Friday, July 5, 2013

The High Cost of Living.

In my household I do a majority of the grocery shopping.  It is mind blowing how much the cost of food can fluctuate in a week.  Then when my hard working wife gets a day off and comes with me, I can't stand to be next to her when she flips out over the prices of food.  She is the kind that will actually walk up to the guy stocking milk and ask, "Do you seriously expect people to pay $4 a gallon for milk?".  Needless to say the poor milk boy is at a loss for words.  So it got me to researching.  In 1987 (roughly a quarter century ago) milk sold for $1.59 a gallon.  In 1986 bacon was $1.69 a pound, today you shell out four and a half bucks for a pack of bacon that is only 12 ounces of meat. In 1996 you could still buy ground meat for under a dollar a pound.  Today that same ground meat is running about four bucks a pound.  And my personal favorite cut of beef, the rib eye steak, some places want eight or nine dollars a pound.  In 1987 it was only $3.88 a pound.

All of these stats come from a great website called http://www.thepeoplehistory.com/ .  It's a great site to look at the cost of things from the 1920's till now.  I was born in the early '70's so everything about the '80's has a familiar feel to it.  The website has everything from food, to housing, and gas. Which brings me to my least favorite thing to pay for, GAS!  When my grandparents were alive they loved to talk about the good ole days when gas was a nickel a gallon.  Then came the oil embargo of the late '70's.  I remember waiting in line on side the road for hours to pay an outrageous price of $1.35 a gallon of gas in 1978.  By the time I started driving in 1986 gas had gone down to $.92 a gallon.  Now some twenty seven years later we constantly flirt with $4 for a gallon of gas.  Here is the catch, at the turn of the millennium (2000) gas was only 2 bucks.

So it begs the question, has everything doubled in cost in the last thirteen years?  Surprisingly, the answer is no!  Yes overall prices have risen but that only accounts for half of the increase in prices that we pay for essentials of life.  Where does the other half come from you may ask?  In a word, taxes.  In the great state of Louisiana, of the $3.42 a gallon of gas you paid for today, $0.46 a gallon was in taxes.  If you needed roughly 20 gallons of gas you paid roughly 10 bucks to our fine government.  Think that's bad the people of Illinois pay $0.63 per gallon of gas in taxes.  If you average it out from state to state, taxes make up roughly 30 to 40 percent of the total of your cost of gas.  The same is true for the food we buy.  In Louisiana, depending on your individual parish, you pay between 7.9% and 10.4% in food sales taxes.  I know ten percent of your food bill to pay for the wonderful conveniences of our great government doesn't sound like much, but when you start adding up all the other taxes it gets old real quick.  There are payroll taxes, income taxes (both state and federal), social security taxes, property taxes, and taxes on the money you haven't spent.  Then on top of that you have to pay for licensing, registrations, and government required miscellaneous anything and everything.  We are being taxed into oblivion.  Why did we start a rebellious revolution in 1774?

So I want to ask a serious question.  Do you think that the taxes we pay daily are worth all the amenities given to us by the government?  Are highways and bridges worth the high cost of gas? Is the amount of support your local government hands out worth the percentage of sales taxes?  Is your local education system living up to the property tax you pay?  Are the social, welfare, and other services rendered by the federal government equal to your weekly income tax?  Please, do tell!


What to work on: Find "Object detection: find *tower*.", then copy its line and every later line of the entries exactly through the end, leaving all pictures out.

Data records:
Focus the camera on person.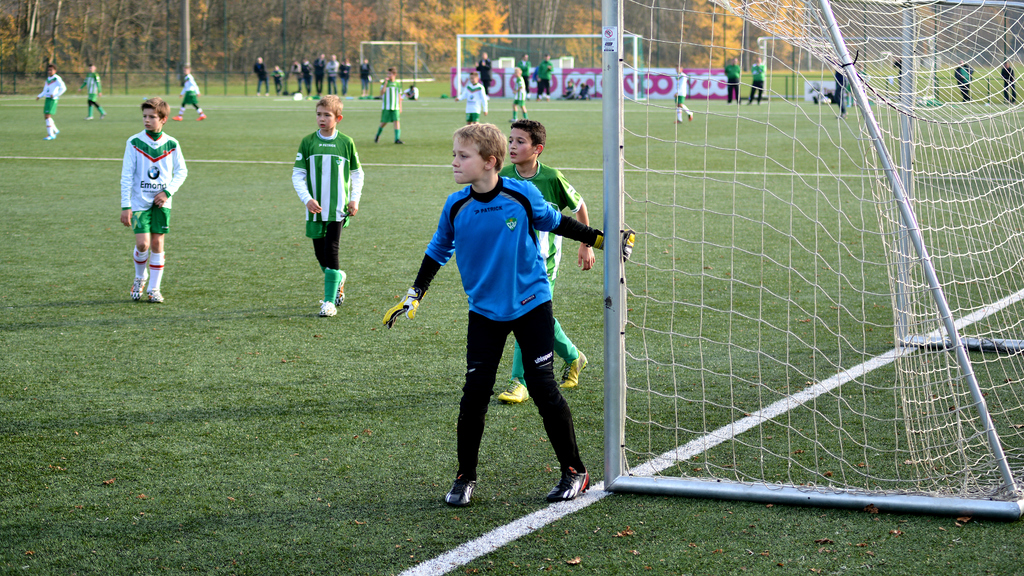
Focus region: [285,102,351,323].
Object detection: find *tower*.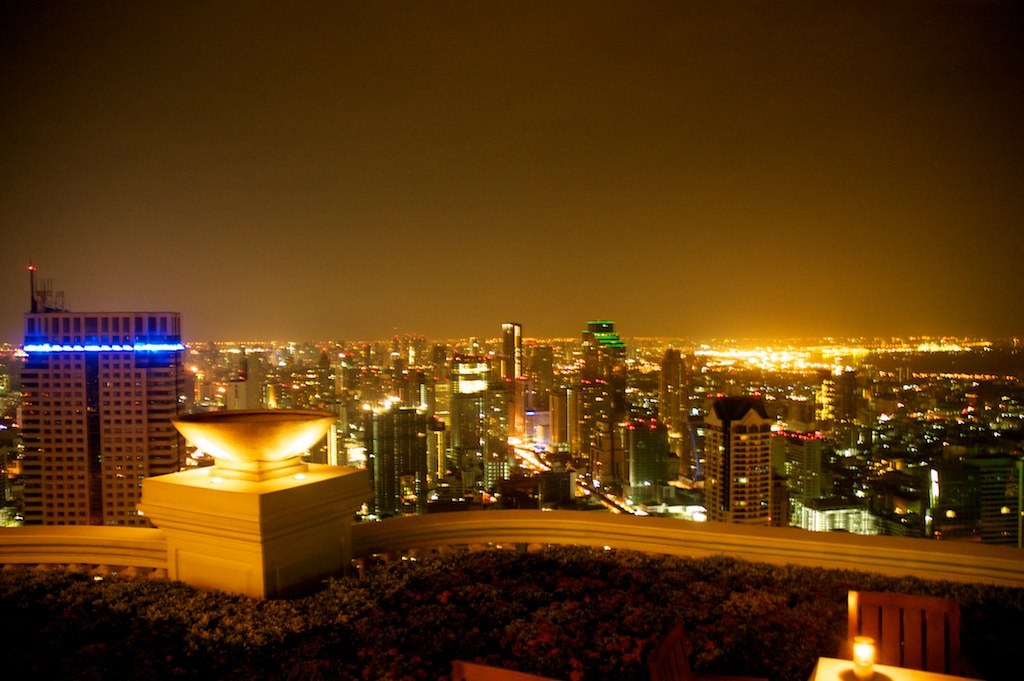
[x1=777, y1=391, x2=807, y2=438].
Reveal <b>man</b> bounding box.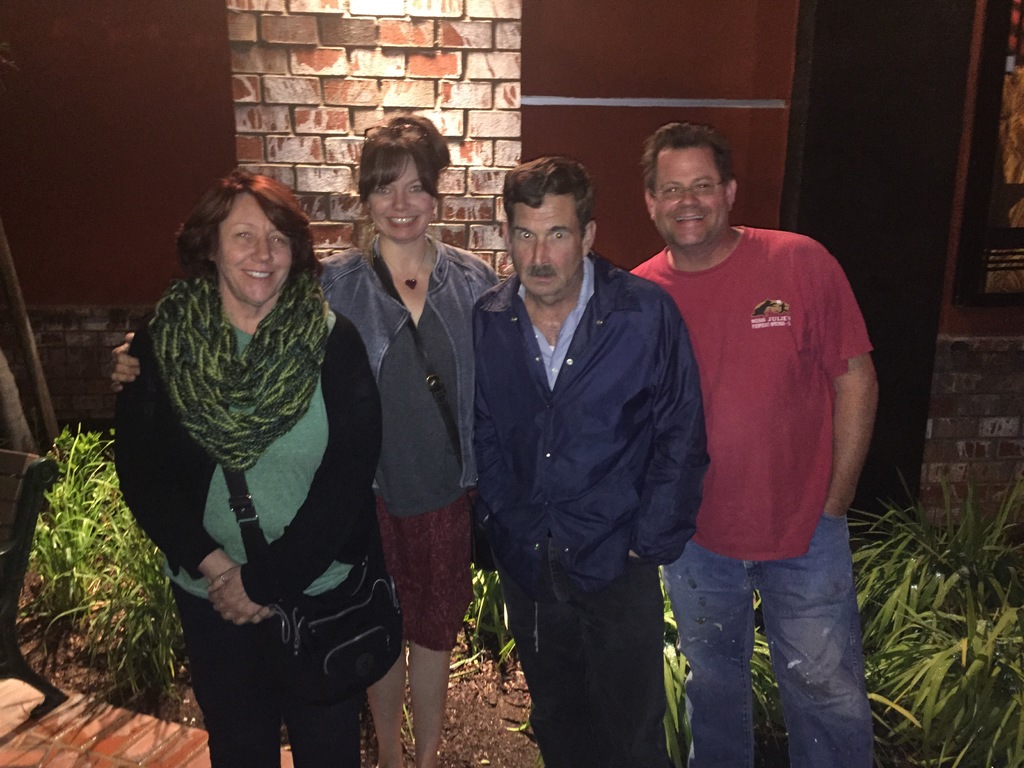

Answer section:
Object detection: find *tower*.
[x1=777, y1=391, x2=807, y2=438].
Reveal <b>man</b> bounding box.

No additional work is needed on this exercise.